Wolfe Research has identified The Cooper Companies (NYSE:COO) as a new investment idea, underscoring the medical device maker's leading position in the global contact lens market amid active investor engagement.
Cooper carries an approximate market capitalization of $12 billion and reports through two principal segments. CooperVision - the business that sells contact lenses - contributes roughly 70% of the company's revenue. CooperSurgical - focused on fertility and women’s health products - represents about 30% of revenue.
The company is the largest contact lens supplier worldwide, serving about 43 million wearers. Its activity sits inside the $11 billion soft contact lens market, which Wolfe Research notes is expanding at an annual pace of 4% to 6%. The long-term addressable market is described as substantial, with expectations that by 2050 roughly half of the global population - around 5 billion people - will be affected by myopia.
Cooper has moved to refresh its governance amid external pressure. In December, the company announced a new chairman and initiated a strategic review after activism from JANA and Browning West. That period also produced a cooperation agreement that resulted in the addition of a director nominated by Browning West.
Wolfe Research’s analysis points to a contrast between CooperVision’s relative strength and the drag created by CooperSurgical. The research house highlights about $2.3 billion of acquisitions completed over the past five years in the fragmented OB/GYN and fertility markets; Wolfe says those purchases have affected the company’s profitability and free cash flow.
On valuation, Cooper is trading at roughly 12.6 times estimated 2027 price-to-earnings, a multiple that the report describes as a discount to the company’s five-year average of 18.4 times and a discount relative to peer Alcon. Wolfe Research models an 18 times adjusted 2027 price-to-earnings multiple as fair value, which implies a target of $90 per share under its assumptions.
Additional timing notes in the Wolfe Research write-up: Cooper’s fiscal year ends on October 31 and the company is anticipated to release earnings in late May.
Contextual summary: Wolfe Research is highlighting a valuation opportunity in Cooper that rests on the strength of its contact lens franchise, while identifying CooperSurgical’s integration and profitability challenges - including recent acquisitions - as the primary near-term constraints. Governance changes and an ongoing strategic review reflect activist involvement in the company.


Here are some records. Print all of them exactly.

Saved data entries:
━━━

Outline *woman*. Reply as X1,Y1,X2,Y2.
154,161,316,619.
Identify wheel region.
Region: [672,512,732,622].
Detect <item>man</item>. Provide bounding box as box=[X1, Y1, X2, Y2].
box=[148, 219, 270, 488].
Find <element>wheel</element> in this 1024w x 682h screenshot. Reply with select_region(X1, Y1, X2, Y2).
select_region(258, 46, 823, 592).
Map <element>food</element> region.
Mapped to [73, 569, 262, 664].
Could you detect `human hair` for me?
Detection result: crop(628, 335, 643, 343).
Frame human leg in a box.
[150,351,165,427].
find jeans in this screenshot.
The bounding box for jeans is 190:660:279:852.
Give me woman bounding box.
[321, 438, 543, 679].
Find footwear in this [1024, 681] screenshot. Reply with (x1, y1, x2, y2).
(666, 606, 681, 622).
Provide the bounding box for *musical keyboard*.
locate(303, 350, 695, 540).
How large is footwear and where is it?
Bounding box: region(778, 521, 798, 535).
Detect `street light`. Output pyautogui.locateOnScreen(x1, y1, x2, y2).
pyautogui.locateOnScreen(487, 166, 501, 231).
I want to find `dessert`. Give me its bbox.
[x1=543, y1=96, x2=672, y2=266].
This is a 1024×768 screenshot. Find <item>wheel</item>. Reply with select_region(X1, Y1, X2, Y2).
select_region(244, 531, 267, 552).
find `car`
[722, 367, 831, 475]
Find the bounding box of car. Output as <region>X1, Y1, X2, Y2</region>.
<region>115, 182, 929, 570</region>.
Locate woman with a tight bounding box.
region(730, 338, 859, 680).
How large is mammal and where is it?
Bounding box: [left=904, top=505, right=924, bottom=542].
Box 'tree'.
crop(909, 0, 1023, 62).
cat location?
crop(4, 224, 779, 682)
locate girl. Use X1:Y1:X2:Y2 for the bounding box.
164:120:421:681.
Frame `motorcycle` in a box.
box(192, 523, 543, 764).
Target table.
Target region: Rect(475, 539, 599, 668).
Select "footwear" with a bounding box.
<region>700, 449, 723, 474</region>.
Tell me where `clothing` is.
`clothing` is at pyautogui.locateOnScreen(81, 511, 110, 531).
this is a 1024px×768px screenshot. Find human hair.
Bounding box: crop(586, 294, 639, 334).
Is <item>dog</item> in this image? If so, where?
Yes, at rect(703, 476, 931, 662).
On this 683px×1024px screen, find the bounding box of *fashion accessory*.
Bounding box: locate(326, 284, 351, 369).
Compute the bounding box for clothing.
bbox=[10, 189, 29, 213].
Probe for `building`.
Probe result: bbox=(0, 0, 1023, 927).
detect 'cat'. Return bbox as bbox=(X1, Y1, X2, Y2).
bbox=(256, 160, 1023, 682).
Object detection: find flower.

━━━

→ ANSWER SECTION
Outline *woman*. Reply as X1,Y1,X2,Y2.
154,161,316,619.
Identify wheel region.
Region: [672,512,732,622].
Detect <item>man</item>. Provide bounding box as box=[X1, Y1, X2, Y2].
box=[148, 219, 270, 488].
Find <element>wheel</element> in this 1024w x 682h screenshot. Reply with select_region(X1, Y1, X2, Y2).
select_region(258, 46, 823, 592).
Map <element>food</element> region.
Mapped to [73, 569, 262, 664].
Could you detect `human hair` for me?
Detection result: crop(628, 335, 643, 343).
Frame human leg in a box.
[150,351,165,427].
find jeans in this screenshot.
The bounding box for jeans is 190:660:279:852.
Give me woman bounding box.
[321, 438, 543, 679].
Find footwear in this [1024, 681] screenshot. Reply with (x1, y1, x2, y2).
(666, 606, 681, 622).
Provide the bounding box for *musical keyboard*.
locate(303, 350, 695, 540).
How large is footwear and where is it?
Bounding box: region(778, 521, 798, 535).
Detect `street light`. Output pyautogui.locateOnScreen(x1, y1, x2, y2).
pyautogui.locateOnScreen(487, 166, 501, 231).
I want to find `dessert`. Give me its bbox.
[x1=543, y1=96, x2=672, y2=266].
This is a 1024×768 screenshot. Find <item>wheel</item>. Reply with select_region(X1, Y1, X2, Y2).
select_region(244, 531, 267, 552).
find `car`
[722, 367, 831, 475]
Find the bounding box of car. Output as <region>X1, Y1, X2, Y2</region>.
<region>115, 182, 929, 570</region>.
Locate woman with a tight bounding box.
region(730, 338, 859, 680).
How large is mammal and where is it?
Bounding box: [left=904, top=505, right=924, bottom=542].
Box 'tree'.
crop(909, 0, 1023, 62).
cat location?
crop(4, 224, 779, 682)
locate girl. Use X1:Y1:X2:Y2 for the bounding box.
164:120:421:681.
Frame `motorcycle` in a box.
box(192, 523, 543, 764).
Target table.
Target region: Rect(475, 539, 599, 668).
Select "footwear" with a bounding box.
<region>700, 449, 723, 474</region>.
Tell me where `clothing` is.
`clothing` is at pyautogui.locateOnScreen(81, 511, 110, 531).
this is a 1024px×768px screenshot. Find human hair.
Bounding box: crop(586, 294, 639, 334).
Is <item>dog</item> in this image? If so, where?
Yes, at rect(703, 476, 931, 662).
On this 683px×1024px screen, find the bounding box of *fashion accessory*.
Bounding box: locate(326, 284, 351, 369).
Compute the bounding box for clothing.
bbox=[10, 189, 29, 213].
Probe for `building`.
Probe result: bbox=(0, 0, 1023, 927).
detect 'cat'. Return bbox as bbox=(X1, Y1, X2, Y2).
bbox=(256, 160, 1023, 682).
Object detection: find flower.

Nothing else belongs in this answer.